Peggy Noonan: Perhaps the GOP Must Lose
Peggy Noonan's latest column is especially thought-provoking.
Baseless ConfidenceRead her entire take.
It may take a defeat in November for the GOP to unlearn the lessons of power.
What's behind the president's, and the Congressional Republicans', poll drop? All the bad news that's been noted, from Iraq and Katrina to high spending and immigration. What's behind the bad decisions made in those areas? Detachment
from the ground.
Power is distancing.
When you've been in Congress for a while, or the White House for a while, you both forget too many things and learn too many things.
You forget why they sent you. You forget it's not that you're charming and wonderful. You forget it's not you. You become immersed in a Washington conversation, a political conversation, that is, by definition, unlike the normal human conversation back home. To survive and thrive, national politicians have to speak two languages, Here and Home. Actually it's more than two languages, it's two cultures. It's hard to straddle cultures.
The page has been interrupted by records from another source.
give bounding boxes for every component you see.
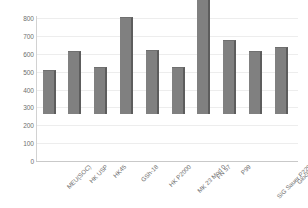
bar-slot [89, 0, 115, 114]
x-axis-tick-label: GSh-18 [139, 163, 159, 183]
y-axis-tick-label: 0 [4, 158, 34, 165]
bar-slot [269, 0, 295, 114]
bar-slot [218, 0, 244, 114]
bar [223, 40, 236, 114]
y-axis-tick-labels: 0100200300400500600700800 [0, 0, 34, 208]
bar [94, 67, 107, 114]
x-axis-category-labels: MEU(SOC)HK USPHK45GSh-18HK P2000MK 23 Mo… [37, 163, 295, 208]
bar [249, 51, 262, 114]
x-axis-line [36, 161, 298, 162]
bar-slot [37, 0, 63, 114]
bar [120, 17, 133, 114]
y-axis-tick-label: 800 [4, 15, 34, 22]
y-axis-tick-label: 100 [4, 140, 34, 147]
bar [146, 50, 159, 114]
bar-slot [192, 0, 218, 114]
bar-slot [243, 0, 269, 114]
x-axis-tick-label: HK P2000 [167, 163, 192, 188]
y-axis-tick-label: 700 [4, 32, 34, 39]
y-axis-tick-label: 200 [4, 122, 34, 129]
bar-slot [166, 0, 192, 114]
bar [68, 51, 81, 114]
x-axis-tick-label: MEU(SOC) [65, 163, 92, 190]
bar-slot [63, 0, 89, 114]
y-axis-tick-label: 400 [4, 86, 34, 93]
y-axis-tick-label: 300 [4, 104, 34, 111]
bar [43, 70, 56, 114]
bar [197, 0, 210, 114]
bar [275, 47, 288, 114]
bar-series [37, 0, 295, 161]
x-axis-tick-label: HK45 [112, 163, 128, 179]
bar-slot [114, 0, 140, 114]
x-axis-tick-label: P99 [239, 163, 252, 176]
bar-slot [140, 0, 166, 114]
y-axis-tick-label: 500 [4, 68, 34, 75]
y-axis-tick-label: 600 [4, 50, 34, 57]
bar-chart: 0100200300400500600700800 MEU(SOC)HK USP… [0, 0, 308, 208]
bar [172, 67, 185, 114]
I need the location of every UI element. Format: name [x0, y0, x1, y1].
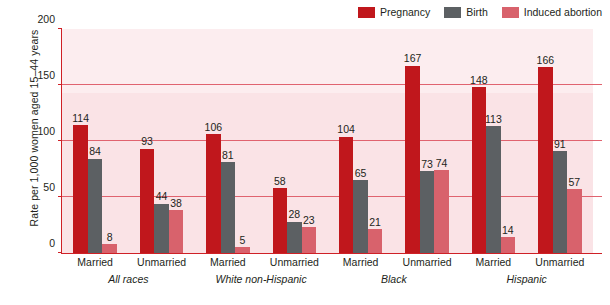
x-axis-group-label: All races: [108, 274, 148, 285]
bar-value-label: 58: [274, 176, 286, 187]
bar-value-label: 23: [303, 215, 315, 226]
x-axis-tick-label: Married: [210, 257, 246, 268]
bar-value-label: 57: [569, 177, 581, 188]
legend-item-induced-abortion: Induced abortion: [502, 7, 602, 18]
bar: 23: [302, 227, 317, 253]
bar: 28: [287, 222, 302, 253]
bar-value-label: 106: [205, 122, 223, 133]
x-axis-group-label: Hispanic: [506, 274, 546, 285]
x-axis-tick-label: Married: [476, 257, 512, 268]
bar: 166: [538, 67, 553, 253]
bar-value-label: 73: [421, 159, 433, 170]
x-axis-labels: MarriedUnmarriedAll racesMarriedUnmarrie…: [62, 257, 593, 303]
bar-value-label: 14: [502, 225, 514, 236]
plot-area: 050100150200 114848934438106815582823104…: [62, 29, 593, 253]
bar: 8: [102, 244, 117, 253]
legend-label-pregnancy: Pregnancy: [380, 7, 430, 18]
bar-value-label: 167: [404, 53, 422, 64]
y-axis-tick-label: 0: [49, 237, 55, 248]
x-axis-tick-label: Unmarried: [403, 257, 452, 268]
bar-value-label: 113: [485, 114, 502, 125]
x-axis-tick-label: Unmarried: [270, 257, 319, 268]
x-axis-tick-label: Married: [343, 257, 379, 268]
y-axis-tick-label: 200: [37, 13, 55, 24]
bar-value-label: 93: [141, 136, 153, 147]
bar: 14: [501, 237, 516, 253]
bar: 91: [553, 151, 568, 253]
legend-swatch-induced-abortion: [502, 7, 519, 18]
y-axis-tick-label: 150: [37, 69, 55, 80]
bar-value-label: 166: [537, 55, 555, 66]
bar: 5: [235, 247, 250, 253]
bar-value-label: 104: [337, 124, 355, 135]
bar-value-label: 74: [436, 158, 448, 169]
bar: 73: [420, 171, 435, 253]
legend-swatch-pregnancy: [358, 7, 375, 18]
bar: 113: [486, 126, 501, 253]
legend-item-birth: Birth: [444, 7, 488, 18]
bar-value-label: 81: [222, 150, 234, 161]
bar-value-label: 148: [470, 75, 488, 86]
bar: 58: [273, 188, 288, 253]
bar: 106: [206, 134, 221, 253]
bar: 148: [472, 87, 487, 253]
bar-value-label: 5: [239, 235, 245, 246]
x-axis-group-label: Black: [381, 274, 407, 285]
bar-value-label: 114: [72, 113, 89, 124]
bar: 93: [140, 149, 155, 253]
legend-label-induced-abortion: Induced abortion: [524, 7, 602, 18]
bar-value-label: 21: [369, 217, 381, 228]
bar: 38: [169, 210, 184, 253]
bar-value-label: 38: [170, 198, 182, 209]
bar: 74: [434, 170, 449, 253]
bar-value-label: 44: [156, 191, 168, 202]
bar: 167: [405, 66, 420, 253]
bar: 81: [221, 162, 236, 253]
bars-layer: 1148489344381068155828231046521167737414…: [62, 29, 593, 253]
bar-value-label: 91: [554, 139, 566, 150]
y-axis-tick-label: 50: [43, 181, 55, 192]
bar: 114: [73, 125, 88, 253]
x-axis-group-label: White non-Hispanic: [216, 274, 307, 285]
chart-legend: Pregnancy Birth Induced abortion: [358, 4, 602, 20]
bar: 21: [368, 229, 383, 253]
bar-value-label: 8: [107, 232, 113, 243]
bar-chart: Pregnancy Birth Induced abortion Rate pe…: [0, 0, 610, 305]
legend-label-birth: Birth: [466, 7, 488, 18]
legend-item-pregnancy: Pregnancy: [358, 7, 430, 18]
legend-swatch-birth: [444, 7, 461, 18]
bar: 104: [339, 137, 354, 253]
bar-value-label: 84: [89, 146, 101, 157]
bar: 44: [154, 204, 169, 253]
y-axis-tick-label: 100: [37, 125, 55, 136]
bar: 84: [88, 159, 103, 253]
x-axis-tick-label: Unmarried: [137, 257, 186, 268]
x-axis-tick-label: Married: [77, 257, 113, 268]
bar: 65: [353, 180, 368, 253]
bar: 57: [567, 189, 582, 253]
bar-value-label: 65: [355, 168, 367, 179]
x-axis-tick-label: Unmarried: [535, 257, 584, 268]
bar-value-label: 28: [289, 209, 301, 220]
But even as you forget a lot, you learn a lot. You get crammed into your head the political realities on the ground around you--how big the minority Democratic bloc in the House really is, how many votes the other team has in what committee, where to go for legal money, how the press will react to any given decision or statement.
In time you know a lot of things the people who sent you to Washington don't know. And you come to forget what they do know. It used to be easy for you to remember that, because it's what you knew too.
Republicans inside and outside Washington are right when they say Republican leaders take a daily pounding in the press. They do. They're right when they say this causes attrition. It does. They're right when they say history handed the Republicans a unique challenge in 9/11 and after.
But it's also true that the administration and the Congress are losing their base, and it isn't because of the media. Republicans on the ground love to defy the MSM. When the media dislike their guy, they take it as proof their guy is good.




3 Comments:
If you ask me, this Republican Party has no right to claim the legacy of Ronald Reagan or Barry Goldwater. If either one of them were alive today, they would be grieved at what is going on today.
i have a comment and Peggy Noonan have nailed it. It is even MORE applicable to the Wisconsin Leislature.
Sad to say the Republicans are quite filthy on both the Federal and State level. Power corrupts - Scott Jensen's continued claim of innocence and victimization is getting really annoying.